Dambudzo Marechera was born today in 1952 and grew up to be one of Zimbabwe’s celebrated authors.
His short story collection, House of Hunger, was critically acclaimed when it came out in 1978. He had written it when he was homeless and living in the streets of Port Meadow.
But how did he end up here?
Marechera was born to Isaac and Masvotwa Venenzia Marechera, a mortuary attendant and maid respectively in Rusape in Zimbabwe. Born into poverty, Marechera was a gifted student, who loved reading and was always the top of his class.
After his father died, his mother turned to prostitution to keep Marechera and his siblings in school. Marechera’s dad died in a hit-and-run, but Marechera had two versions of his death: that his father was hit by a train and that he had come home with a knife sticking on his back.
He attended the St. Augustine’s Mission school, where he clashed with teachers over the colonial content of the syllabus. St. Augustine was one of the schools that accepted black students but had a majority of white teachers. The school tried its best to keep the students away from the racial tension in the country.
Marechera would later get a scholarship to the University of Zimbabwe (then University of Rhodesia), where the reality of racism and colonialism was not hidden. He would take part in a student’s protest over the wages of black staff and get expelled in 1973.
In 1974, he earned a scholarship to New College, Oxford. He was shocked at how life in England was, and the loneliness and alienation in the country drove him to alcohol. Not only did he start cutting classes, he also ended up in fights. When things became too riotous- he allegedly tried to burn down his residence hall and the college asked him to either get psychiatric help or get expelled. He chose expulsion. That was in 1976.
It is believed that the aftermath of the expulsion pushed him to write House of Hunger, which was then published by the Heinemann African Writers Series in December 1978. He earned the prestigious Guardian First Book Award, making him the first and only African to win the Prize.
His disruptive behaviour continued as he kept on drinking. He became depressed, and his second book, Black Sunlight was evidence of this and the paranoia he was experiencing.
He went back home to Zimbabwe in 1981 with the plan to create a film of his book House of Hunger. He, however, fell out with the producer, resulting in the cancellation of the contract and his expulsion from a high-end hotel the production company had booked for him.
The next five years in the country were filled with disappointment and disillusionment. Zimbabwe was now under a black-majority rule but things remained the same.
“Our revolution has only changed life for the new black middle class, those who got degrees overseas during the struggle . . . for those who committed themselves to become fighters. . . . Most of them are now unemployed and live on the streets.”- he said.
Throughout the years, he continued drinking, spending most of the money he earned from readings on alcohol. According to Flora Veit-Wild, Marechera’s lover who captured his turbulent life, she found Marechera sick in his house. After a visit to a doctor, she was informed that Marechera had HIV.
She writes:
A couple of days later, Nick [the family doctor] asks me to come and see him. He knows that Dambudzo does not want to have anything to do with his relatives, so he discloses the news to me, whom he regards as his closest friend. ‘Dambudzo has AIDS,’ he tells me, ‘HIV-related pneumonia. One cannot tell how long he is going to live.’
The news set me into a state of panic. Three weeks later I get my test results: I am HIV positive.
Marechera would leave the hospital for a while but end right back after Veit-Wild finds him ‘feverish, dehydrated, out of breath’ in his flat. He dies two days later on August 15, 1987.
The author became a Zimbabwe cult icon and public figure.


Wherever the string "circles" occurs in a line of these records, report that line.

(Items listed in a dataset)
┄┄┄┄┄┄┄┄┄┄┄┄┄┄┄┄┄┄┄┄

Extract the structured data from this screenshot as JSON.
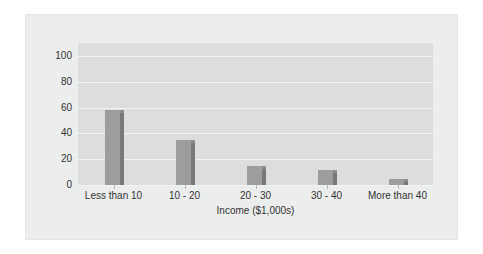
{
  "chart_data": {
    "type": "bar",
    "title": "",
    "subtitle": "",
    "xlabel": "Income ($1,000s)",
    "ylabel": "",
    "categories": [
      "Less than 10",
      "10 - 20",
      "20 - 30",
      "30 - 40",
      "More than 40"
    ],
    "values": [
      58,
      35,
      15,
      12,
      5
    ],
    "series": [
      {
        "name": "",
        "values": [
          58,
          35,
          15,
          12,
          5
        ]
      }
    ],
    "ylim": [
      0,
      110
    ],
    "y_ticks": [
      0,
      20,
      40,
      60,
      80,
      100
    ],
    "y_tick_labels": [
      "0",
      "20",
      "40",
      "60",
      "80",
      "100"
    ],
    "grid": "horizontal",
    "legend": "none",
    "annotations": [],
    "colors": {
      "bar_face": "#9c9d9d",
      "bar_side": "#76787a",
      "plot_background": "#dcdddd",
      "frame_background": "#eceded",
      "gridline": "#f2f3f3",
      "text": "#333333",
      "page_background": "#ffffff"
    }
  }
}
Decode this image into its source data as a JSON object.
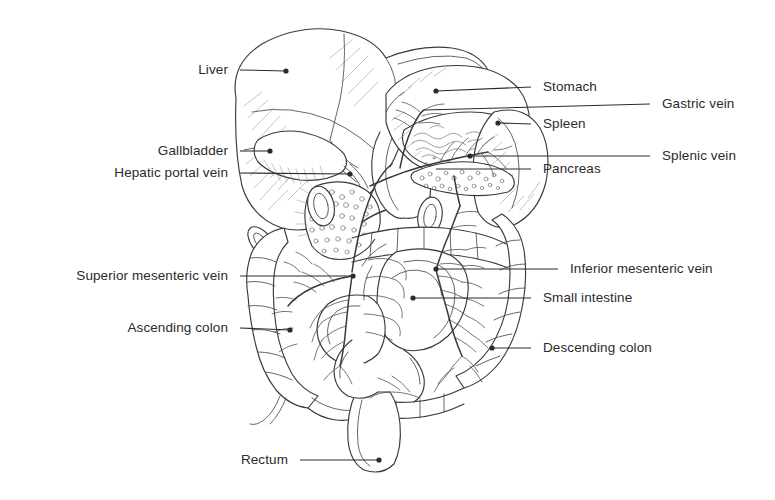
{
  "figure": {
    "type": "anatomical-line-diagram",
    "background_color": "#ffffff",
    "ink_color": "#2b2b2b",
    "leader_line_color": "#2b2b2b",
    "label_font_size_px": 13.5
  },
  "labels": [
    {
      "id": "liver",
      "text": "Liver",
      "side": "left",
      "text_x": 228,
      "text_y": 70,
      "line_x1": 240,
      "line_y1": 70,
      "line_x2": 286,
      "line_y2": 71,
      "dot": true
    },
    {
      "id": "gallbladder",
      "text": "Gallbladder",
      "side": "left",
      "text_x": 228,
      "text_y": 151,
      "line_x1": 240,
      "line_y1": 151,
      "line_x2": 270,
      "line_y2": 151,
      "dot": true
    },
    {
      "id": "hepatic-portal-vein",
      "text": "Hepatic portal vein",
      "side": "left",
      "text_x": 228,
      "text_y": 173,
      "line_x1": 240,
      "line_y1": 173,
      "line_x2": 350,
      "line_y2": 174,
      "dot": true
    },
    {
      "id": "superior-mesenteric-vein",
      "text": "Superior mesenteric vein",
      "side": "left",
      "text_x": 228,
      "text_y": 276,
      "line_x1": 240,
      "line_y1": 276,
      "line_x2": 353,
      "line_y2": 276,
      "dot": true
    },
    {
      "id": "ascending-colon",
      "text": "Ascending colon",
      "side": "left",
      "text_x": 228,
      "text_y": 328,
      "line_x1": 240,
      "line_y1": 328,
      "line_x2": 290,
      "line_y2": 330,
      "dot": true
    },
    {
      "id": "rectum",
      "text": "Rectum",
      "side": "left",
      "text_x": 288,
      "text_y": 460,
      "line_x1": 300,
      "line_y1": 460,
      "line_x2": 379,
      "line_y2": 460,
      "dot": true
    },
    {
      "id": "stomach",
      "text": "Stomach",
      "side": "right",
      "text_x": 543,
      "text_y": 87,
      "line_x1": 531,
      "line_y1": 87,
      "line_x2": 436,
      "line_y2": 91,
      "dot": true
    },
    {
      "id": "gastric-vein",
      "text": "Gastric vein",
      "side": "right",
      "text_x": 662,
      "text_y": 104,
      "line_x1": 650,
      "line_y1": 104,
      "line_x2": 424,
      "line_y2": 110,
      "dot": false
    },
    {
      "id": "spleen",
      "text": "Spleen",
      "side": "right",
      "text_x": 543,
      "text_y": 124,
      "line_x1": 531,
      "line_y1": 124,
      "line_x2": 498,
      "line_y2": 123,
      "dot": true
    },
    {
      "id": "splenic-vein",
      "text": "Splenic vein",
      "side": "right",
      "text_x": 662,
      "text_y": 156,
      "line_x1": 650,
      "line_y1": 156,
      "line_x2": 470,
      "line_y2": 156,
      "dot": true
    },
    {
      "id": "pancreas",
      "text": "Pancreas",
      "side": "right",
      "text_x": 543,
      "text_y": 169,
      "line_x1": 531,
      "line_y1": 169,
      "line_x2": 436,
      "line_y2": 169,
      "dot": false
    },
    {
      "id": "inferior-mesenteric-vein",
      "text": "Inferior mesenteric vein",
      "side": "right",
      "text_x": 570,
      "text_y": 269,
      "line_x1": 558,
      "line_y1": 269,
      "line_x2": 436,
      "line_y2": 269,
      "dot": true
    },
    {
      "id": "small-intestine",
      "text": "Small intestine",
      "side": "right",
      "text_x": 543,
      "text_y": 298,
      "line_x1": 531,
      "line_y1": 298,
      "line_x2": 413,
      "line_y2": 298,
      "dot": true
    },
    {
      "id": "descending-colon",
      "text": "Descending colon",
      "side": "right",
      "text_x": 543,
      "text_y": 348,
      "line_x1": 531,
      "line_y1": 348,
      "line_x2": 492,
      "line_y2": 348,
      "dot": true
    }
  ]
}
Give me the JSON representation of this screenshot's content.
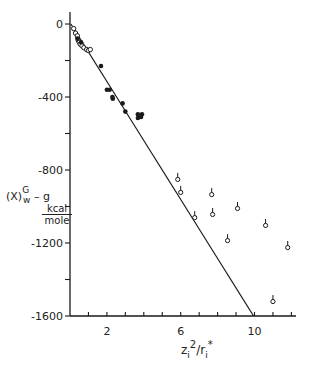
{
  "chart_data": {
    "type": "scatter",
    "title": "",
    "xlabel": "z_i^2 / r_i^*",
    "ylabel": "(X)_w^G - g, kcal/mole",
    "ylabel_parts": {
      "main": "(X)",
      "sup": "G",
      "sub": "w",
      "suffix": "– g",
      "unit_num": "kcal",
      "unit_den": "mole"
    },
    "xlabel_parts": {
      "main": "z",
      "sub": "i",
      "sup": "2",
      "rest": "/r",
      "sub2": "i",
      "sup2": "*"
    },
    "xlim": [
      0,
      12.2
    ],
    "ylim": [
      -1600,
      50
    ],
    "x_ticks": [
      1,
      2,
      3,
      4,
      5,
      6,
      7,
      8,
      9,
      10,
      11,
      12
    ],
    "x_tick_labels": [
      {
        "value": 2,
        "label": "2"
      },
      {
        "value": 6,
        "label": "6"
      },
      {
        "value": 10,
        "label": "10"
      }
    ],
    "y_ticks": [
      0,
      -200,
      -400,
      -600,
      -800,
      -1000,
      -1200,
      -1400,
      -1600
    ],
    "y_tick_labels": [
      {
        "value": 0,
        "label": "0"
      },
      {
        "value": -400,
        "label": "-400"
      },
      {
        "value": -800,
        "label": "-800"
      },
      {
        "value": -1200,
        "label": "-1200"
      },
      {
        "value": -1600,
        "label": "-1600"
      }
    ],
    "grid": false,
    "legend": null,
    "series": [
      {
        "name": "open circles (low z²/r)",
        "marker": "open-circle",
        "points": [
          [
            0.2,
            -25
          ],
          [
            0.3,
            -50
          ],
          [
            0.4,
            -65
          ],
          [
            0.45,
            -90
          ],
          [
            0.5,
            -100
          ],
          [
            0.55,
            -110
          ],
          [
            0.65,
            -120
          ],
          [
            0.75,
            -130
          ],
          [
            0.9,
            -140
          ],
          [
            1.0,
            -145
          ],
          [
            1.1,
            -140
          ]
        ]
      },
      {
        "name": "filled circles",
        "marker": "filled-circle",
        "points": [
          [
            0.4,
            -80
          ],
          [
            0.6,
            -100
          ],
          [
            1.68,
            -230
          ],
          [
            2.0,
            -360
          ],
          [
            2.15,
            -360
          ],
          [
            2.3,
            -400
          ],
          [
            2.32,
            -410
          ],
          [
            2.85,
            -435
          ],
          [
            3.0,
            -480
          ],
          [
            3.68,
            -495
          ],
          [
            3.9,
            -495
          ],
          [
            3.68,
            -515
          ],
          [
            3.85,
            -510
          ]
        ]
      },
      {
        "name": "flagged open circles (high z²/r)",
        "marker": "flagged-open-circle",
        "points": [
          [
            5.84,
            -849
          ],
          [
            6.0,
            -920
          ],
          [
            6.76,
            -1058
          ],
          [
            7.68,
            -932
          ],
          [
            7.73,
            -1041
          ],
          [
            8.54,
            -1184
          ],
          [
            9.08,
            -1008
          ],
          [
            10.6,
            -1101
          ],
          [
            11.0,
            -1518
          ],
          [
            11.8,
            -1222
          ]
        ]
      }
    ],
    "fit_line": {
      "from": [
        0.05,
        0
      ],
      "to": [
        9.95,
        -1600
      ]
    }
  }
}
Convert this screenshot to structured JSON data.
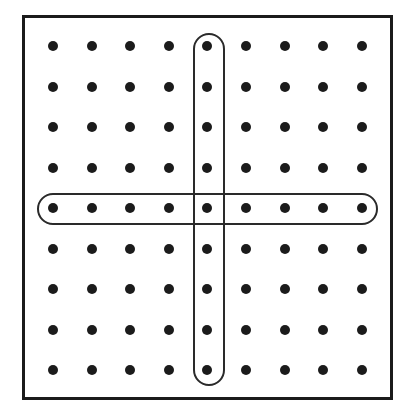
{
  "figure": {
    "width": 407,
    "height": 414,
    "background_color": "#ffffff"
  },
  "frame": {
    "name": "array-border",
    "x": 22,
    "y": 15,
    "width": 371,
    "height": 385,
    "border_width": 3,
    "border_color": "#1b1b1b",
    "fill_color": "#ffffff"
  },
  "grid": {
    "columns": 9,
    "rows": 9,
    "origin_x": 53,
    "origin_y": 46,
    "col_spacing": 38.6,
    "row_spacing": 40.5,
    "dot_diameter": 10,
    "dot_color": "#1b1b1b",
    "total_dots": 81,
    "column_labels": [
      "1",
      "2",
      "3",
      "4",
      "5",
      "6",
      "7",
      "8",
      "9"
    ],
    "row_labels": [
      "1",
      "2",
      "3",
      "4",
      "5",
      "6",
      "7",
      "8",
      "9"
    ]
  },
  "highlights": [
    {
      "name": "column-highlight",
      "orientation": "vertical",
      "selected_index": 5,
      "covers": "column 5, rows 1 through 9",
      "dot_count": 9,
      "x": 193,
      "y": 33,
      "width": 32,
      "height": 353,
      "corner_radius": 16,
      "stroke_width": 2,
      "stroke_color": "#2a2a2a"
    },
    {
      "name": "row-highlight",
      "orientation": "horizontal",
      "selected_index": 5,
      "covers": "row 5, columns 1 through 9",
      "dot_count": 9,
      "x": 37,
      "y": 193,
      "width": 341,
      "height": 32,
      "corner_radius": 16,
      "stroke_width": 2,
      "stroke_color": "#2a2a2a"
    }
  ]
}
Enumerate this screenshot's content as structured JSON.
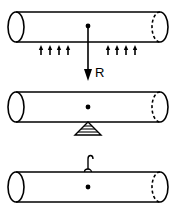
{
  "diagram": {
    "colors": {
      "ink": "#000000",
      "background": "#ffffff"
    },
    "panels": [
      {
        "id": "distributed-load",
        "cylinder": {
          "top": 12,
          "bottom": 42,
          "left": 16,
          "right": 160
        },
        "center_dot": {
          "x": 88,
          "y": 26
        },
        "small_arrows": {
          "direction": "up",
          "x": [
            41,
            50,
            59,
            68,
            108,
            117,
            126,
            135
          ],
          "y_top": 46,
          "y_bottom": 55
        },
        "resultant": {
          "label": "R",
          "direction": "down",
          "x": 88,
          "y_start": 26,
          "y_end": 81
        }
      },
      {
        "id": "point-support",
        "cylinder": {
          "top": 92,
          "bottom": 122,
          "left": 16,
          "right": 160
        },
        "center_dot": {
          "x": 88,
          "y": 107
        },
        "support": {
          "type": "hatched-triangle",
          "apex_y": 122,
          "base_y": 135,
          "half_width": 13
        }
      },
      {
        "id": "hook-suspension",
        "cylinder": {
          "top": 172,
          "bottom": 202,
          "left": 16,
          "right": 160
        },
        "center_dot": {
          "x": 88,
          "y": 187
        },
        "hook": {
          "type": "hook",
          "x": 88,
          "y_base": 172,
          "y_top": 157
        }
      }
    ]
  }
}
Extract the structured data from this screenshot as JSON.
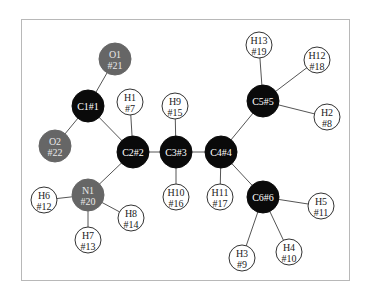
{
  "diagram": {
    "type": "molecular-graph",
    "colors": {
      "carbon": "#0a0a0a",
      "heteroatom": "#666666",
      "hydrogen": "#ffffff",
      "carbon_text": "#ffffff",
      "heteroatom_text": "#e8e8e8",
      "hydrogen_text": "#222222",
      "frame": "#b8b8b8",
      "bond": "#555555"
    },
    "atoms": [
      {
        "id": "C1",
        "line1": "C1#1",
        "line2": "",
        "kind": "carbon",
        "x": 88,
        "y": 106,
        "r": 16
      },
      {
        "id": "C2",
        "line1": "C2#2",
        "line2": "",
        "kind": "carbon",
        "x": 133,
        "y": 152,
        "r": 16
      },
      {
        "id": "C3",
        "line1": "C3#3",
        "line2": "",
        "kind": "carbon",
        "x": 176,
        "y": 152,
        "r": 16
      },
      {
        "id": "C4",
        "line1": "C4#4",
        "line2": "",
        "kind": "carbon",
        "x": 221,
        "y": 152,
        "r": 16
      },
      {
        "id": "C5",
        "line1": "C5#5",
        "line2": "",
        "kind": "carbon",
        "x": 263,
        "y": 101,
        "r": 16
      },
      {
        "id": "C6",
        "line1": "C6#6",
        "line2": "",
        "kind": "carbon",
        "x": 263,
        "y": 197,
        "r": 16
      },
      {
        "id": "O1",
        "line1": "O1",
        "line2": "#21",
        "kind": "heteroatom",
        "x": 115,
        "y": 59,
        "r": 16
      },
      {
        "id": "O2",
        "line1": "O2",
        "line2": "#22",
        "kind": "heteroatom",
        "x": 55,
        "y": 146,
        "r": 16
      },
      {
        "id": "N1",
        "line1": "N1",
        "line2": "#20",
        "kind": "heteroatom",
        "x": 88,
        "y": 195,
        "r": 16
      },
      {
        "id": "H1",
        "line1": "H1",
        "line2": "#7",
        "kind": "hydrogen",
        "x": 130,
        "y": 102,
        "r": 13
      },
      {
        "id": "H9",
        "line1": "H9",
        "line2": "#15",
        "kind": "hydrogen",
        "x": 175,
        "y": 106,
        "r": 13
      },
      {
        "id": "H10",
        "line1": "H10",
        "line2": "#16",
        "kind": "hydrogen",
        "x": 176,
        "y": 197,
        "r": 13
      },
      {
        "id": "H11",
        "line1": "H11",
        "line2": "#17",
        "kind": "hydrogen",
        "x": 220,
        "y": 197,
        "r": 13
      },
      {
        "id": "H6",
        "line1": "H6",
        "line2": "#12",
        "kind": "hydrogen",
        "x": 44,
        "y": 200,
        "r": 13
      },
      {
        "id": "H8",
        "line1": "H8",
        "line2": "#14",
        "kind": "hydrogen",
        "x": 131,
        "y": 218,
        "r": 13
      },
      {
        "id": "H7",
        "line1": "H7",
        "line2": "#13",
        "kind": "hydrogen",
        "x": 88,
        "y": 240,
        "r": 13
      },
      {
        "id": "H13",
        "line1": "H13",
        "line2": "#19",
        "kind": "hydrogen",
        "x": 259,
        "y": 45,
        "r": 13
      },
      {
        "id": "H12",
        "line1": "H12",
        "line2": "#18",
        "kind": "hydrogen",
        "x": 317,
        "y": 60,
        "r": 13
      },
      {
        "id": "H2",
        "line1": "H2",
        "line2": "#8",
        "kind": "hydrogen",
        "x": 327,
        "y": 117,
        "r": 13
      },
      {
        "id": "H5",
        "line1": "H5",
        "line2": "#11",
        "kind": "hydrogen",
        "x": 321,
        "y": 206,
        "r": 13
      },
      {
        "id": "H3",
        "line1": "H3",
        "line2": "#9",
        "kind": "hydrogen",
        "x": 242,
        "y": 258,
        "r": 13
      },
      {
        "id": "H4",
        "line1": "H4",
        "line2": "#10",
        "kind": "hydrogen",
        "x": 289,
        "y": 252,
        "r": 13
      }
    ],
    "bonds": [
      [
        "C1",
        "O1"
      ],
      [
        "C1",
        "O2"
      ],
      [
        "C1",
        "C2"
      ],
      [
        "C2",
        "H1"
      ],
      [
        "C2",
        "C3"
      ],
      [
        "C2",
        "N1"
      ],
      [
        "C3",
        "H9"
      ],
      [
        "C3",
        "H10"
      ],
      [
        "C3",
        "C4"
      ],
      [
        "C4",
        "H11"
      ],
      [
        "C4",
        "C5"
      ],
      [
        "C4",
        "C6"
      ],
      [
        "C5",
        "H13"
      ],
      [
        "C5",
        "H12"
      ],
      [
        "C5",
        "H2"
      ],
      [
        "C6",
        "H5"
      ],
      [
        "C6",
        "H3"
      ],
      [
        "C6",
        "H4"
      ],
      [
        "N1",
        "H6"
      ],
      [
        "N1",
        "H8"
      ],
      [
        "N1",
        "H7"
      ]
    ]
  }
}
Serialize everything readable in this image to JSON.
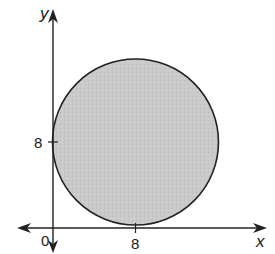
{
  "diagram": {
    "type": "coordinate-plane-circle",
    "axes": {
      "x_label": "x",
      "y_label": "y",
      "origin_label": "0"
    },
    "ticks": {
      "x_tick_label": "8",
      "y_tick_label": "8"
    },
    "circle": {
      "center": [
        8,
        8
      ],
      "radius": 8,
      "fill": "#c8c8c8",
      "stroke": "#222222"
    },
    "colors": {
      "axis": "#222222",
      "background": "#ffffff"
    }
  }
}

┄┄┄┄┄┄┄┄┄┄┄┄┄┄┄┄┄┄┄┄

Your response:
        "name": "open circles (low z²/r)",
        "name": "filled circles",
        "name": "flagged open circles (high z²/r)",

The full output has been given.